Madison on Creative Commons

Mike Madison provides a thoughtful post on why some copyright owners might resist Creative Commons. UPDATE: John Dvorak writes a powerful critique of Creative Commons. Some of John’s arguments are wrong as a matter of law, but his points are…

Does AskJeeves Have a Spyware/Adware Problem? Diller Says No. I Say…

Ben Edelman leveled two charges at AskJeeves on Monday. First, Ben asserts that AskJeeves targets kids for toolbar downloads. Second, Ben asserts that an AskJeeves distributor exploits security holes to install the toolbar without consent. This follows on the heels…

Antitrust Attack on the GPL

By John Ottaviani In the latest attack on open source software and the General Public License , Daniel Wallace, acting as his own attorney, has sued the Free Software Foundation in the United States District Court for the Southern District…

Cairo v. Crossmedia Services

Cairo, Inc. v. Crossmedia Services, Inc., 2005 WL 756610 (N.D. Cal. Apr. 1, 2005). Cairo runs a search engine listing advertised sales. CMS has a database of advertisements. To build its search database, Cairo’s robot crawls CMS’s servers, which CMS…

An AFP Licensee Tells His Story of Being Kicked Out of Google News

I mentioned before that content licensors in practice cannot prevent licensees from indexing the content in search engines. There are two reasons why this is true. First, content licensees may depend on search engine traffic to pay the bills, and…

Eye-Tracking Studies and Mandatory Disclosures

In writing about the Eyetools eye-tracking technology, Chris Sherman says: “In one study, for example, Eyetools inserted gibberish into E*Trade’s homepage to illustrate that content in a “visual dead zone” doesn’t get read and might as well not exist. Some…
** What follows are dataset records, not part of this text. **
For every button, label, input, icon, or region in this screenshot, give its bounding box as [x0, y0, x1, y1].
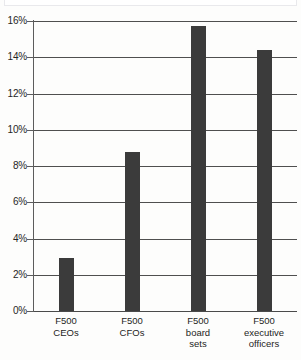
y-axis-tick-mark: [27, 21, 34, 22]
gridline: [33, 311, 297, 312]
y-axis-tick-mark: [27, 275, 34, 276]
y-axis-tick-mark: [27, 239, 34, 240]
bar: [191, 26, 206, 311]
bar: [257, 50, 272, 311]
x-axis-category-label: F500CFOs: [99, 315, 165, 338]
bar: [59, 258, 74, 311]
y-axis-tick-mark: [27, 311, 34, 312]
y-axis-tick-label: 8%: [1, 161, 27, 171]
x-axis-category-labels: F500CEOsF500CFOsF500boardsetsF500executi…: [33, 315, 297, 360]
y-axis-tick-label: 14%: [1, 52, 27, 62]
x-axis-label-line: officers: [231, 338, 297, 350]
y-axis-tick-label: 10%: [1, 125, 27, 135]
x-axis-label-line: board: [165, 327, 231, 339]
y-axis-tick-label: 2%: [1, 270, 27, 280]
x-axis-category-label: F500boardsets: [165, 315, 231, 350]
top-cutoff-border: [4, 0, 297, 6]
y-axis-tick-mark: [27, 94, 34, 95]
x-axis-label-line: sets: [165, 338, 231, 350]
y-axis-tick-label: 4%: [1, 234, 27, 244]
x-axis-label-line: CFOs: [99, 327, 165, 339]
x-axis-label-line: CEOs: [33, 327, 99, 339]
x-axis-label-line: F500: [99, 315, 165, 327]
y-axis-tick-mark: [27, 202, 34, 203]
y-axis-tick-label: 16%: [1, 16, 27, 26]
y-axis-tick-mark: [27, 130, 34, 131]
x-axis-label-line: F500: [165, 315, 231, 327]
chart-screenshot: 0%2%4%6%8%10%12%14%16% F500CEOsF500CFOsF…: [0, 0, 301, 360]
x-axis-label-line: F500: [33, 315, 99, 327]
x-axis-label-line: F500: [231, 315, 297, 327]
x-axis-category-label: F500CEOs: [33, 315, 99, 338]
y-axis-tick-label: 12%: [1, 89, 27, 99]
plot-area: [33, 21, 297, 311]
y-axis-tick-mark: [27, 166, 34, 167]
y-axis-tick-mark: [27, 57, 34, 58]
y-axis-tick-label: 0%: [1, 306, 27, 316]
x-axis-label-line: executive: [231, 327, 297, 339]
bar: [125, 152, 140, 311]
y-axis-tick-labels: 0%2%4%6%8%10%12%14%16%: [0, 0, 27, 360]
x-axis-category-label: F500executiveofficers: [231, 315, 297, 350]
y-axis-tick-label: 6%: [1, 197, 27, 207]
gridline: [33, 21, 297, 22]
Microsoft v. Zamos (and Zamos v. Microsoft)

Amusing story in the Register about David Zamos, a Kent State chemistry student, who bought a discounted educational version of Microsoft Windows XP Pro and Office XP Pro at the school bookstore. He decided he didn’t want it, tried to…

FTC v. CartManager

The FTC obtained a settlement from CartManager. CartManager operates shopping cart functionality as a service for third party website customers. CartManager used personal information from the shopping carts in conflict with customers’ privacy policies presented to users. We have seen…

Edelman on P2P Disclosures

Ben Edelman released a report entitled “Comparison of Unwanted Software Installed by P2P Programs.” The report evidences Ben’s typical skill and thoroughness, and it’s a worthy read. However, the report struggles with the appropriate standards for measuring a workable disclosure…

Cleveland State v. Oracle

Chronicle of Higher Education reports on the settlment of an interesting lawsuit by Cleveland State over a bad PeopleSoft implementation. Oracle is paying $4.25M to settle the lawsuit, while Cleveland State is still suing the systems integrator.